As tech companies race to build data centers, communities are pushing back

Snow-dusted furrows etch the fields as trucks cart away mounds of dirt, day and night, to level the ground. Around the perimeter, blue signs mark the 672-acre site where, over the next two years, steel-framed buildings holding towers of computer servers will rise – part of a frenetic coast-to-coast drive to scale up AI processing power.

To Ted Neitzke, the mayor of Port Washington, this $15 billion data center project is a huge win for this harbor town on the western shore of Lake Michigan. It will generate new tax revenue and hundreds of permanent jobs – not counting the construction workers and contractors already pouring in. Mr. Neitzke, who balances his part-time job as mayor with his work as chief executive of an education nonprofit, grew up in the city of about 13,000 when it was still a manufacturing hub for lawnmowers and snowblowers, before the factories moved away. Now, it’s more of a bedroom community for Milwaukee, with a historic lighthouse and a summer tourist trade.

Lately, though, Port Washington has become something else: the epicenter of a backlash against the giant data centers that are mushrooming on available land all across Wisconsin. The controversy has engulfed Mr. Neitzke and his city.

Why We Wrote This

Concerns about electricity bills and local impacts are fueling bipartisan opposition to the massive data centers that power the digital economy, from cloud services to AI chatbots. In Wisconsin, as in other states, the tussles are personal – and fraught.

“I didn’t choose to be the face of data centers, AI, or energy [usage], but I was, because I’m the mayor,” he says.

Simon Montlake/The Christian Science Monitor

Mayor Ted Neitzke of Port Washington, Wisconsin, stands outside City Hall, Jan 25, 2026. Mr. Neitzke is the target of a recall campaign after his city approved a $15 billion data center to be built on former farmland. Tech companies are rushing to build data centers across the country to expand AI capacity and meeting pushback from local communities.

It’s a fight flaring across the country, in red and blue states, from Oklahoma to Indiana to Pennsylvania, pitting big tech companies and their partners against local activists up in arms about the environmental and community impacts of data centers, as well as potential disruptions from the artificial intelligence technology they make possible. Power-hungry data centers are also being blamed for rising electricity prices. That issue was central to November’s gubernatorial elections in New Jersey and Virginia, the latter of which has the largest concentration of data centers in the country.

It also helped Democrats in Georgia win two GOP-held seats on the state’s utility regulatory committee in last year’s special election. Legislators in Georgia are now considering several bills to regulate the data center industry, including its effects on electricity prices and the tax breaks it receives; one Democrat-sponsored bill would impose a one-year moratorium on new data center projects.

Democrats in the U.S. Senate are seeking to investigate data centers’ impact on household rates. “Recent increases to consumers’ utility bills are directly linked to the tech industry’s data center buildout,” wrote Sens. Elizabeth Warren of Massachusetts, Chris Van Hollen of Maryland, and Richard Blumenthal of Connecticut in a December statement.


## WHAT YOU NEED TO DO
Skip the images and return the records below exactly.

## EXCERPTED DATA

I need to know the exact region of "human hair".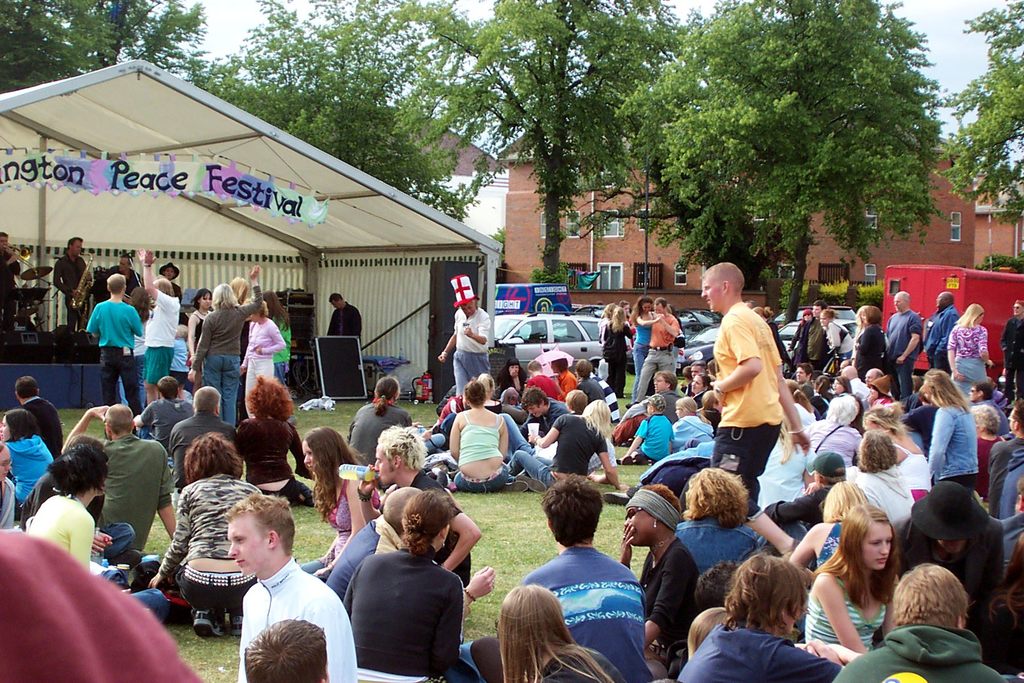
Region: <box>225,487,295,555</box>.
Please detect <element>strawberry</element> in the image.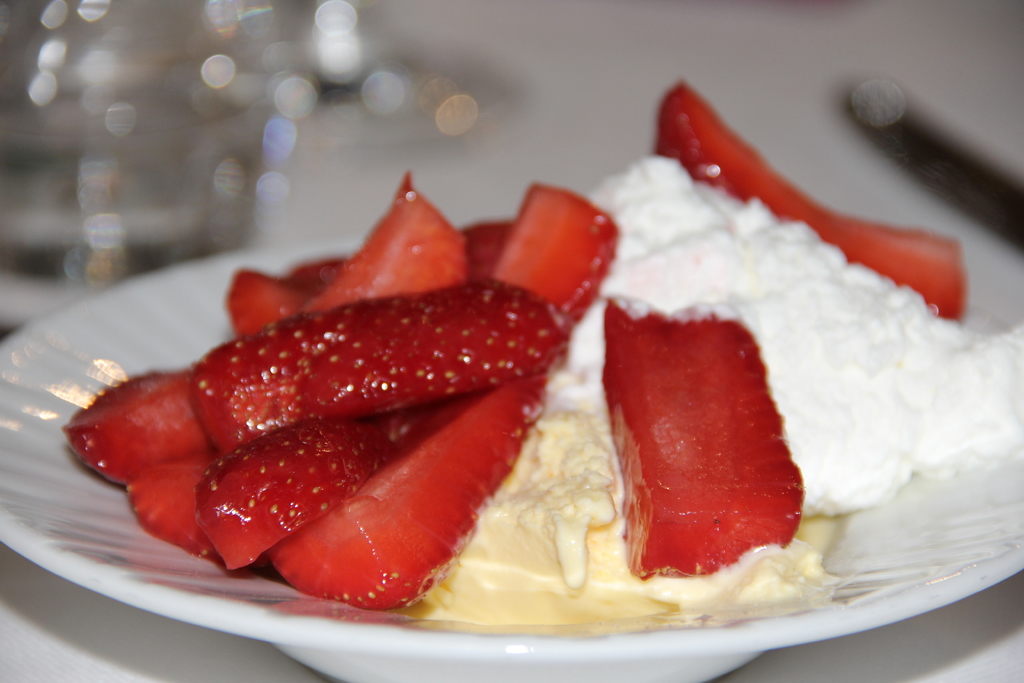
604,299,807,575.
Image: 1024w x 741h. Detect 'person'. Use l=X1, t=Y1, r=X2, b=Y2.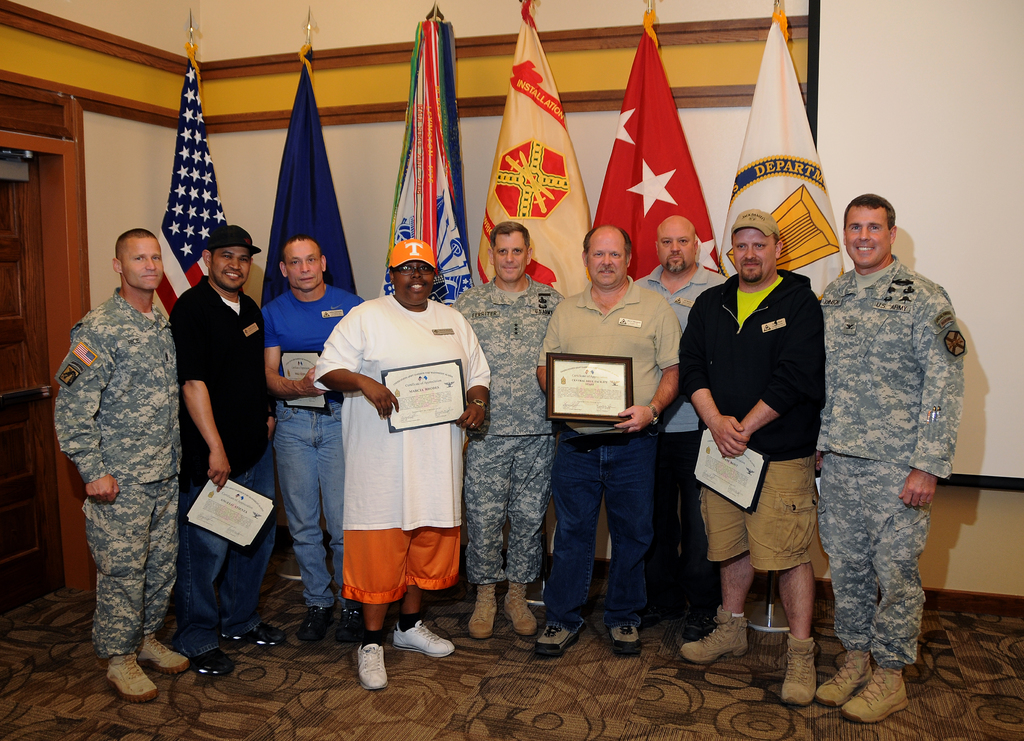
l=443, t=222, r=560, b=637.
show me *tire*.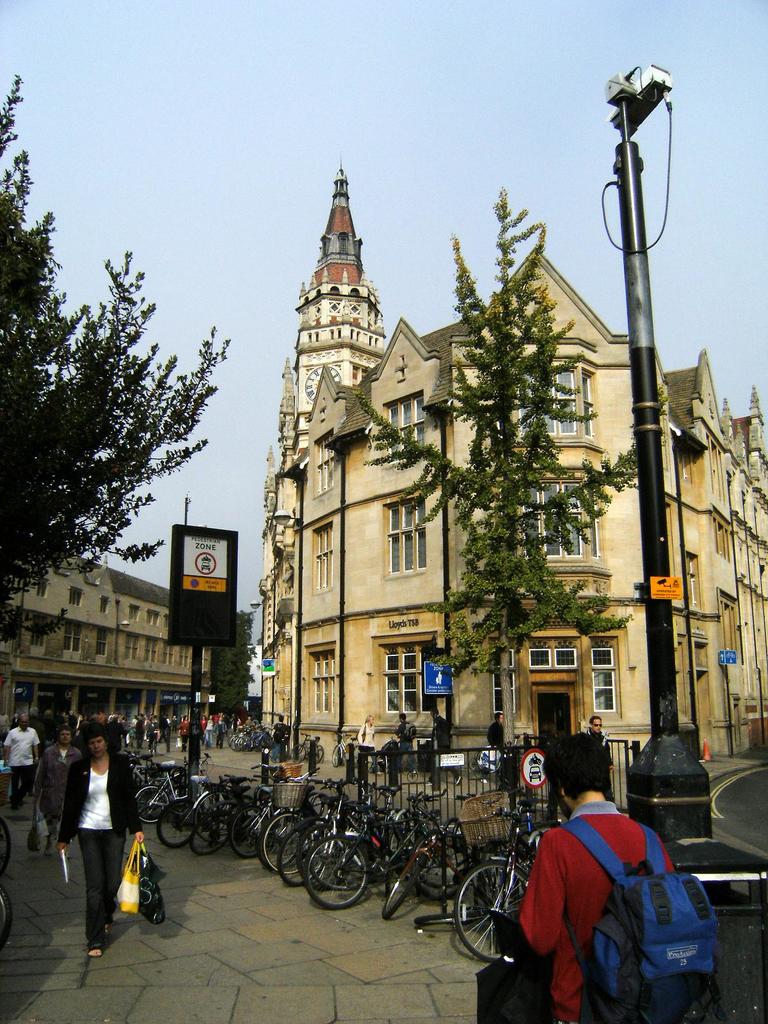
*tire* is here: {"x1": 157, "y1": 799, "x2": 203, "y2": 845}.
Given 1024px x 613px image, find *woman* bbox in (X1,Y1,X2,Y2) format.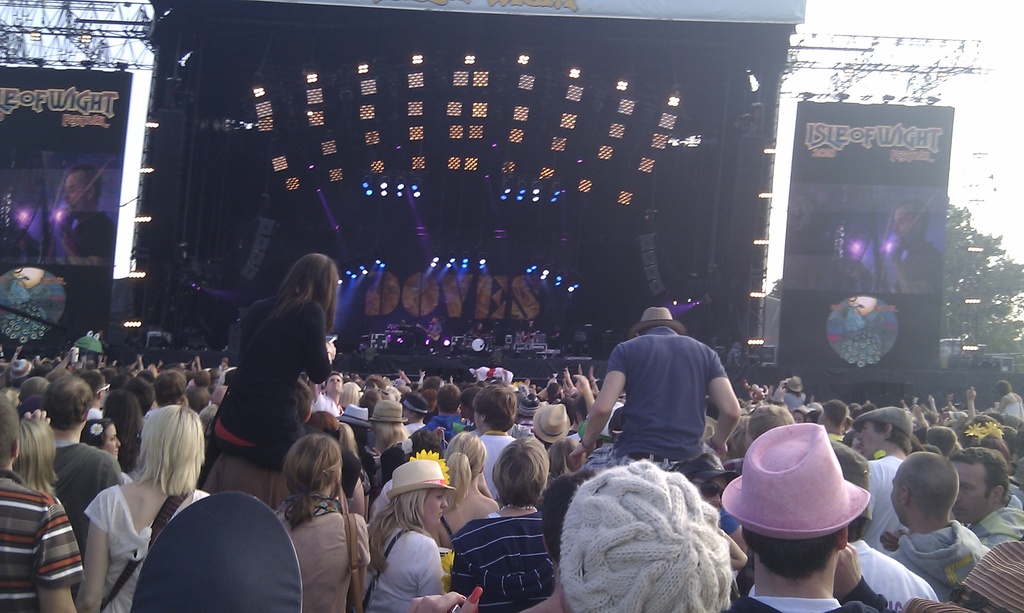
(61,397,150,470).
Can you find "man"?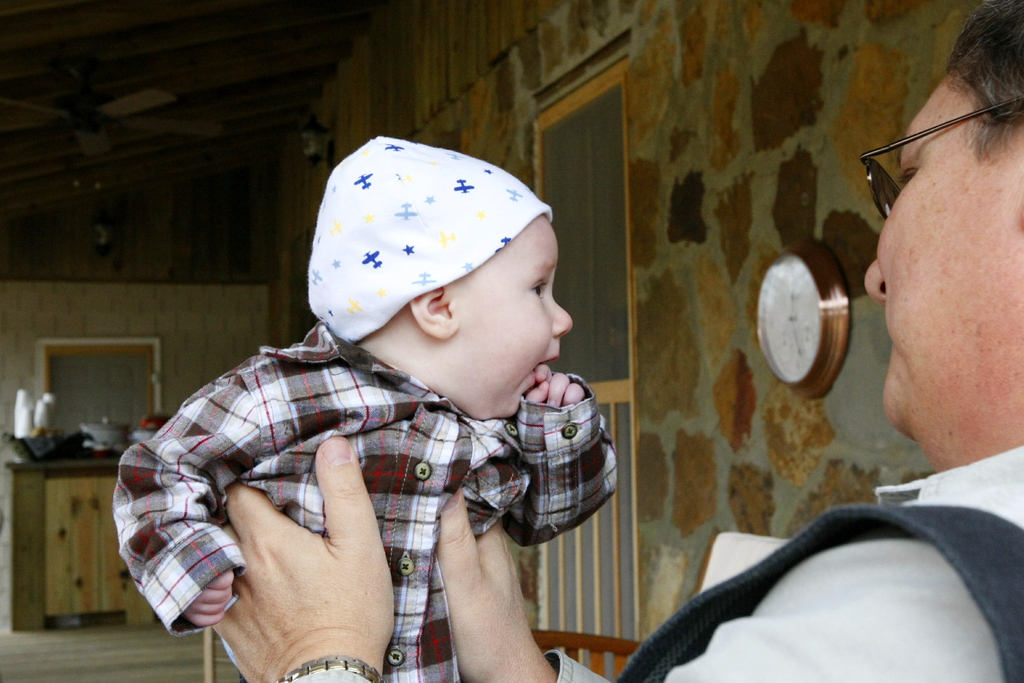
Yes, bounding box: BBox(202, 0, 1023, 682).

## WRITTEN REPLY
I need to know the exact region of "human hair".
Region: <box>225,487,295,555</box>.
Please detect <element>strawberry</element> in the image.
604,299,807,575.
Image: 1024w x 741h. Detect 'person'. Use l=X1, t=Y1, r=X2, b=Y2.
l=443, t=222, r=560, b=637.
show me *tire*.
*tire* is here: {"x1": 157, "y1": 799, "x2": 203, "y2": 845}.
Given 1024px x 613px image, find *woman* bbox in (X1,Y1,X2,Y2) format.
(61,397,150,470).
Can you find "man"?
Yes, bounding box: BBox(202, 0, 1023, 682).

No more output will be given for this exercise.